D'ya come here often?

Jane Yoo
Posted: March 17, 2007

New York City— With the advent of Dushan Zaric's and jason Kosmas' new book, it would seem that bartenders, not diamonds, are a girl's new best friend. Titled You Didn't Hear It from Us: Two Bartenders Serve Women the Truth about Men, Making an Impression, and Getting What You Want, their book it a witty and honest guide for single women mining the modern bar scene.

Both Zaric and Kosmas are principal bartenders at Employees Only, a speakeasy inspired bar and restaurant discreetly tucked away in the West Village, and, with three other employees, own the joint as well. With 30 years of bartending experience between them, the friends are already experts behind the bar: both Moët Hennessy and a former employer, restauranteur Keith McNally, have solicited their services via Cocktail Conceptions, a consulting company that they founded together. Cocktail Conceptions began out of a desire to write a cocktail book while the two were working at Pravda, a McNally-owned bar in SoHo. That book has yet to happen, but with the self-help book industry reaching the $668 million mark in 2005 and women comprising 85 percent of the market, You Didn't Hear It from Us has both men poised to be the go-tos for women poised on a bar stool.

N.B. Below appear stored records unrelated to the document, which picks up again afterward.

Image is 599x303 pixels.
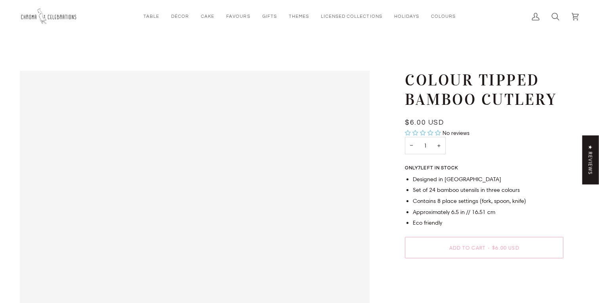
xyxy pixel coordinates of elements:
span: Favours [226,13,250,20]
span: Table [143,13,159,20]
span: Holidays [394,13,419,20]
button: Decrease quantity [405,137,417,155]
span: Gifts [262,13,277,20]
span: Licensed Collections [321,13,382,20]
li: Eco friendly [413,219,563,228]
span: No reviews [442,130,469,137]
span: Add to Cart [449,245,486,251]
button: Increase quantity [432,137,446,155]
li: Set of 24 bamboo utensils in three colours [413,186,563,195]
span: Colours [431,13,456,20]
span: Cake [201,13,214,20]
input: Quantity [405,137,446,155]
h1: Colour Tipped Bamboo Cutlery [405,71,557,110]
span: $6.00 USD [405,119,444,126]
span: Only left in stock [405,166,461,171]
li: Approximately 6.5 in // 16.51 cm [413,208,563,217]
span: Themes [289,13,309,20]
span: $6.00 USD [492,245,519,251]
img: Chroma Celebrations [20,6,79,27]
span: 7 [418,166,421,170]
span: • [486,245,492,251]
button: Add to Cart [405,237,563,259]
li: Contains 8 place settings (fork, spoon, knife) [413,197,563,206]
div: Click to open Judge.me floating reviews tab [582,135,599,185]
span: Décor [171,13,189,20]
li: Designed in [GEOGRAPHIC_DATA] [413,175,563,184]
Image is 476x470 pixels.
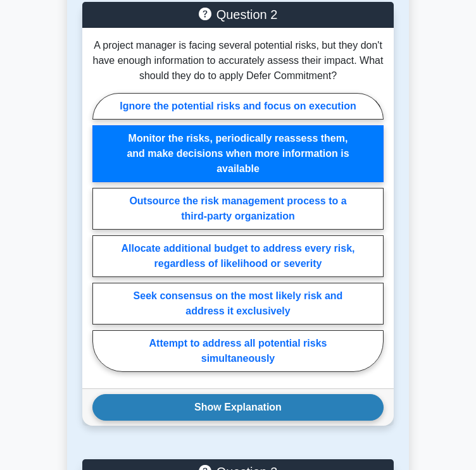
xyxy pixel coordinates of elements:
[92,125,384,182] label: Monitor the risks, periodically reassess them, and make decisions when more information is available
[92,188,384,230] label: Outsource the risk management process to a third-party organization
[92,38,384,83] p: A project manager is facing several potential risks, but they don't have enough information to ac...
[92,93,384,119] label: Ignore the potential risks and focus on execution
[92,7,384,23] h5: Question 2
[92,235,384,277] label: Allocate additional budget to address every risk, regardless of likelihood or severity
[92,283,384,325] label: Seek consensus on the most likely risk and address it exclusively
[92,395,384,421] button: Show Explanation
[92,330,384,372] label: Attempt to address all potential risks simultaneously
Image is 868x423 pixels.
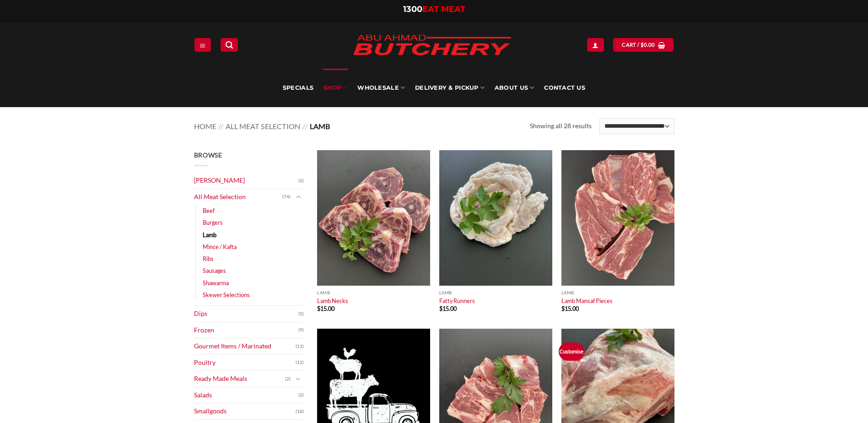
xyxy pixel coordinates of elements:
a: Contact Us [544,69,585,107]
span: (74) [282,190,290,203]
span: Browse [194,151,222,159]
select: Shop order [600,118,674,134]
a: Skewer Selections [203,289,249,300]
a: Burgers [203,217,222,228]
a: Mince / Kafta [203,241,236,252]
a: Login [587,38,603,51]
a: Sausages [203,265,226,276]
a: Lamb [203,229,217,241]
a: Ready Made Meals [194,370,285,387]
span: EAT MEAT [422,4,465,14]
span: Lamb [310,122,330,131]
a: Salads [194,387,298,403]
p: Lamb [439,290,552,295]
span: (2) [285,372,290,386]
a: 1300EAT MEAT [403,4,465,14]
a: Poultry [194,354,295,370]
a: Ribs [203,252,214,265]
bdi: 15.00 [562,305,578,312]
a: Smallgoods [194,403,295,419]
a: About Us [495,69,534,107]
a: Fatty Runners [439,297,475,304]
span: Cart / [621,41,655,49]
bdi: 15.00 [439,305,457,312]
a: Dips [194,306,298,322]
a: Wholesale [357,69,405,107]
a: Menu [195,38,211,51]
a: Lamb Mansaf Pieces [562,297,613,304]
span: // [303,122,307,131]
img: Lamb-Mansaf-Pieces [562,150,675,285]
a: Frozen [194,322,298,338]
a: Specials [283,69,314,107]
span: (18) [295,404,303,418]
a: SHOP [323,69,347,107]
span: (9) [298,323,303,337]
span: $ [439,305,443,312]
a: Lamb Necks [317,297,348,304]
bdi: 15.00 [317,305,335,312]
span: (5) [298,307,303,321]
span: (2) [298,174,303,187]
span: 1300 [403,4,422,14]
img: Lamb Necks [317,150,430,285]
a: Delivery & Pickup [415,69,484,107]
span: // [218,122,223,131]
a: All Meat Selection [194,189,282,205]
a: Gourmet Items / Marinated [194,338,295,354]
a: All Meat Selection [225,122,300,131]
span: (13) [295,339,303,353]
button: Toggle [292,373,303,384]
button: Toggle [292,192,303,202]
span: (12) [295,355,303,369]
a: Search [220,38,238,51]
a: View cart [613,38,673,51]
a: Beef [203,204,214,217]
span: $ [640,41,644,49]
a: Shawarma [203,276,229,289]
a: Home [194,122,217,131]
p: Lamb [562,290,675,295]
img: Abu Ahmad Butchery [345,28,519,63]
bdi: 0.00 [640,42,655,47]
img: Fatty Runners [439,150,552,285]
span: $ [317,305,320,312]
span: $ [562,305,565,312]
p: Lamb [317,290,430,295]
p: Showing all 28 results [530,121,592,131]
a: [PERSON_NAME] [194,172,298,188]
span: (2) [298,388,303,402]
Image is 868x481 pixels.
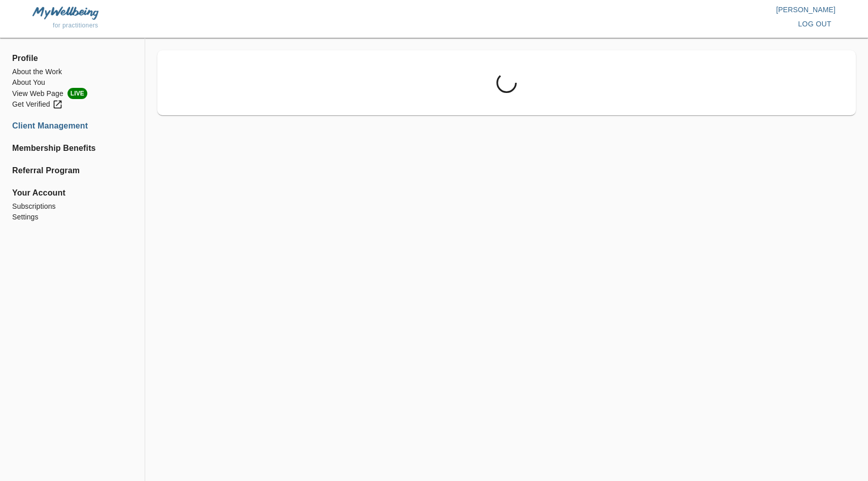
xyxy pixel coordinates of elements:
[68,88,88,99] span: LIVE
[12,88,133,99] a: View Web PageLIVE
[12,164,133,176] a: Referral Program
[12,88,133,99] li: View Web Page
[12,52,133,64] span: Profile
[12,120,133,132] a: Client Management
[12,187,133,199] span: Your Account
[434,5,836,15] p: [PERSON_NAME]
[12,142,133,155] a: Membership Benefits
[798,18,831,30] span: log out
[53,22,99,29] span: for practitioners
[794,15,836,33] button: log out
[12,77,133,88] a: About You
[12,66,133,77] a: About the Work
[12,212,133,222] a: Settings
[12,99,133,109] a: Get Verified
[32,6,99,19] img: MyWellbeing
[12,201,133,212] a: Subscriptions
[12,99,63,109] div: Get Verified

You Didn't Hear It from Us does include their recipes for classic drinks and tips for getting on your bartenders' good side. And along with revealing the most strategic places to sit or stand at a bar—as well as the most attractive way to sit on a barstool (answer: straight up)—they also spill the secrets of their lucky-in-lust female customers, as well as the pet peeves, agendas, and thoughts of the bar dwelling male's mostly simple mind.

The book's approach should come as no surprise to any female who has imbibed at Employees Only (present company included). Their advice is like the bar they own: alternately modern (to quote a male customer: "My favorite women to flirt with are the ones who don't confuse the flirting with the sex") and old-fashioned ("If your're talking to a guy, whether he's come up to you or you've come up to him, he should be wateching fro when you need a drink and ponying up the cash to pay for it"). If it seems heavy on the male point of view, one need only to invoke the image of the restaurant's feminine curving bar to know that the pair's appreciation for women is rivaled only by their appreciation for booze. The tone is warm and supportive; their intent, to boost a woman's confidence in a bar ("Women have the power," say Kosmas) underscores a theme that runs throughout the book.

Additionally, the pair has a Web site in the works, youdidnthearitfromus.com. The mostly reader-driven content will include an advice column for entertaining (cocktails and food), a column for people to post their wild stories of best hookups and screwups, and a column for bartenders to post salt-rimmed anecdotes about their customers. The Web site will also feature a weekly horoscope and be completely illustrated (an image of both Kosmas and Zaric is up now).

Of course, Kosmas and Zaric do caution that "most of the men we talk to feel that if they're at a bar, and you're at a bar, you're both looking to hook up. End of story." But ladies, take heart. "If we didn't believe anything was possible in a bar, we wouldn't be able to do what we do." And when it comes to meeting someone at a bar, they should know. After all, that's where they first connected, if only for strictly business.